Pitch: Conditional Property Setters with set(when:)
Problem
Swift's property observers (willSet/didSet) are called on every assignment, even when the assigned value is identical to the current value. This creates unnecessary overhead in reactive systems (Combine, SwiftUI, etc.) and requires boilerplate code for conditional assignments.
Common boilerplate pattern:
if newValue != currentValue {
currentValue = newValue
}
Real-world impact:
-
Unnecessary publisher emissions in Combine
-
Redundant SwiftUI view updates
-
Performance overhead in high-frequency updates
-
Verbose code for simple conditional logic
Proposed Solution
Extend Swift's property syntax to support conditional setters that evaluate a condition before assignment:
var value: Int {
get { _value }
set(when: !=) { _value = newValue }
}
For common patterns:
var highWaterMark: Int { set(when: max) } // Only set if greater
var lowWaterMark: Int { set(when: min) } // Only set if smaller
var currentState: State { set(when: !=) } // Only set if different
Key benefit: willSet/didSet and reactive publishers would only fire when the condition is met and the value actually changes.
Detailed Design
The set(when:) syntax would accept a function that takes two parameters of the property's type and returns a Bool:
var property: T {
set(when: (T, T) -> Bool) {
// assignment logic
}
}
Built-in convenience conditions functions:
// For Comparable types
max // equivalent to { $0 < $1 }
min // equivalent to { $0 > $1 }
!= // equivalent to { $0 != $1 } (requires Equatable)
Custom conditions:
var temperature: Double {
set(when: { current, new in abs(current - new) > 0.1 }) {
_temperature = newValue
}
}
Why Existing Approaches Don't Work
Property Wrappers
Property wrappers can't solve this because willSet/didSet are called on the wrapped property assignment, which always occurs regardless of internal conditional logic.
Attempted solution:
@propertyWrapper
struct SetWhen<T: Comparable> {
private var value: T
var wrappedValue: T {
get { value }
set { if condition(value, newValue) { value = newValue } }
}
}
struct Example {
@SetWhen(condition: >)
var i: Int = 100 {
willSet { print("Always called") } // Problem: this always fires
}
}
Macros
Macros could generate conditional setter logic but would need to:
-
Parse and replicate existing
willSet/didSetbehavior -
Handle complex inheritance scenarios
-
Maintain debugging experience
-
Integrate with other property features (@Published, KVO, etc.)
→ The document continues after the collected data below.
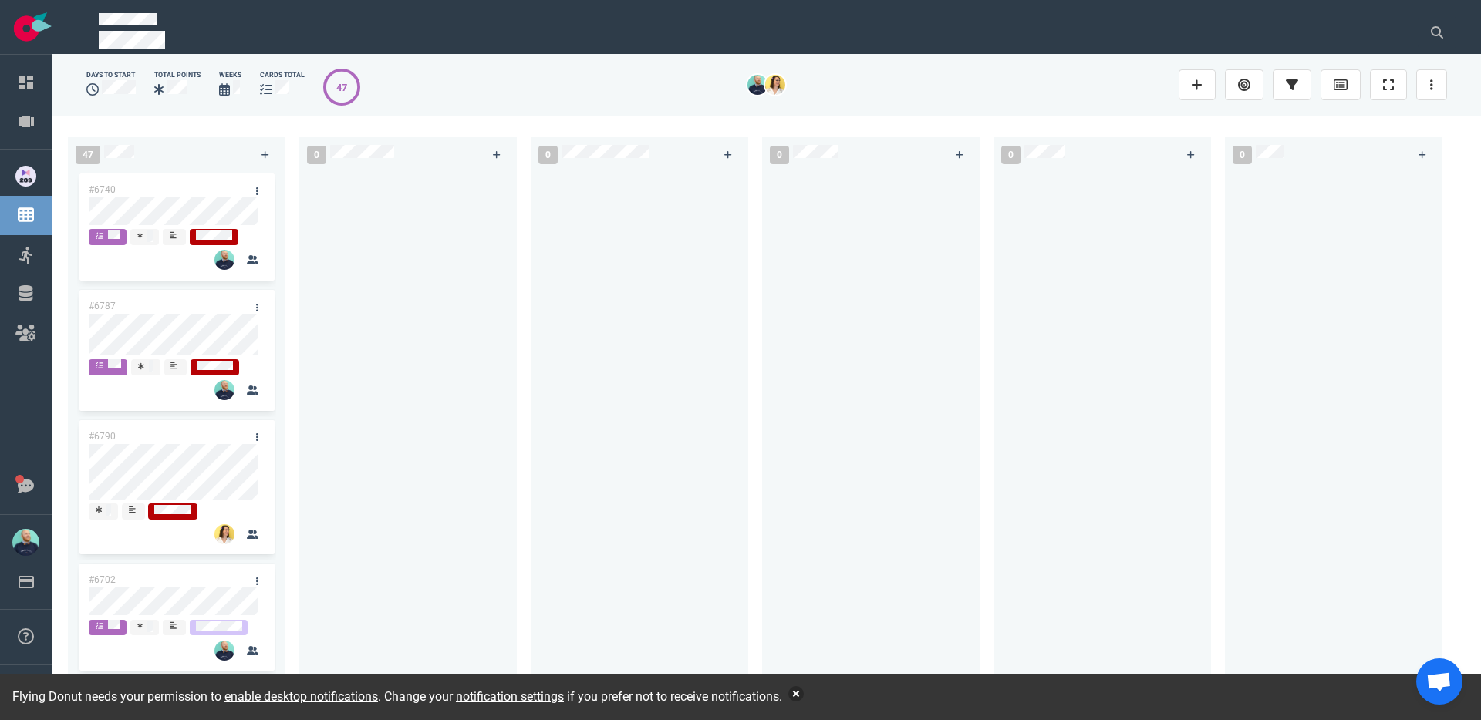 This screenshot has height=720, width=1481. What do you see at coordinates (230, 75) in the screenshot?
I see `div: Weeks` at bounding box center [230, 75].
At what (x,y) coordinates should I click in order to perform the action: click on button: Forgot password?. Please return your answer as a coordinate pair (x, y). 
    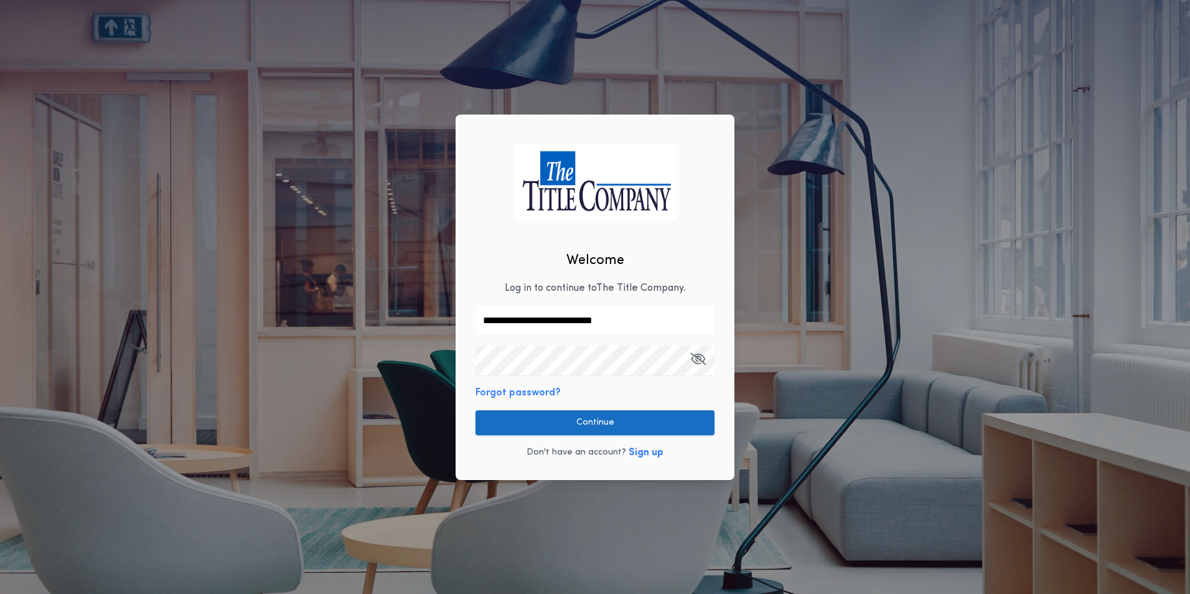
    Looking at the image, I should click on (518, 393).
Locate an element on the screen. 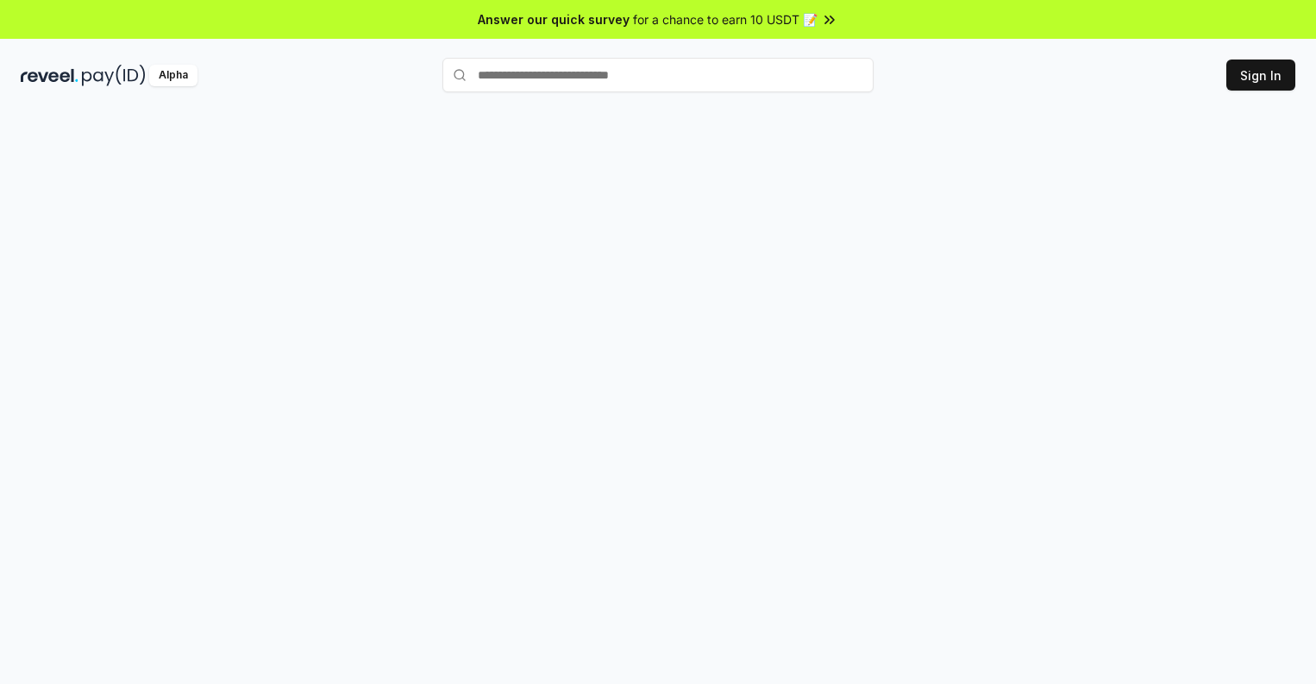 This screenshot has width=1316, height=684. img: reveel_dark is located at coordinates (49, 75).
The complexity and fragility make this approach unsuitable for a fundamental language feature.
Use Cases
High/Low Water Marks:
var maxConcurrentUsers: Int { set(when: max) }
var minResponseTime: TimeInterval { set(when: min) }
State Management:
var connectionState: ConnectionState {
set(when: !=)
didSet { notifyStateChange() } // Only called on actual changes
}
Performance-Critical Updates:
@Published var heavyComputedValue: ComplexType {
set(when: !=) // Prevents unnecessary SwiftUI updates
}
Threshold-Based Updates:
var batteryLevel: Double {
set(when: { abs($0 - $1) > 0.01 }) { // Only update for 1% changes
_batteryLevel = newValue
}
}
Questions for the Community
-
Syntax preferences: Is
set(when:)the clearest syntax, or would alternatives likeset(if:)orconditionalSet:be better? -
Built-in conditions: Should we include convenience conditions like
max,min,!=or require explicit closures? -
Type constraints: Should built-in conditions be limited to
Comparable/Equatabletypes, or should we provide more generic approaches? -
Edge cases: How should this interact with optional types, reference types, and generic constraints?
-
Performance expectations: What performance improvements would make this feature worthwhile for the community?
Implementation Considerations
This feature would need to:
-
Integrate with existing property observer lifecycle
-
Work correctly with inheritance and protocol conformance
-
Support debugging and introspection
-
Maintain source compatibility
I believe this addresses a real pain point in Swift development and would eliminate significant boilerplate while improving performance in reactive systems.
What are your thoughts on this approach? Are there other use cases or technical considerations I should explore? Thanks for your consideration.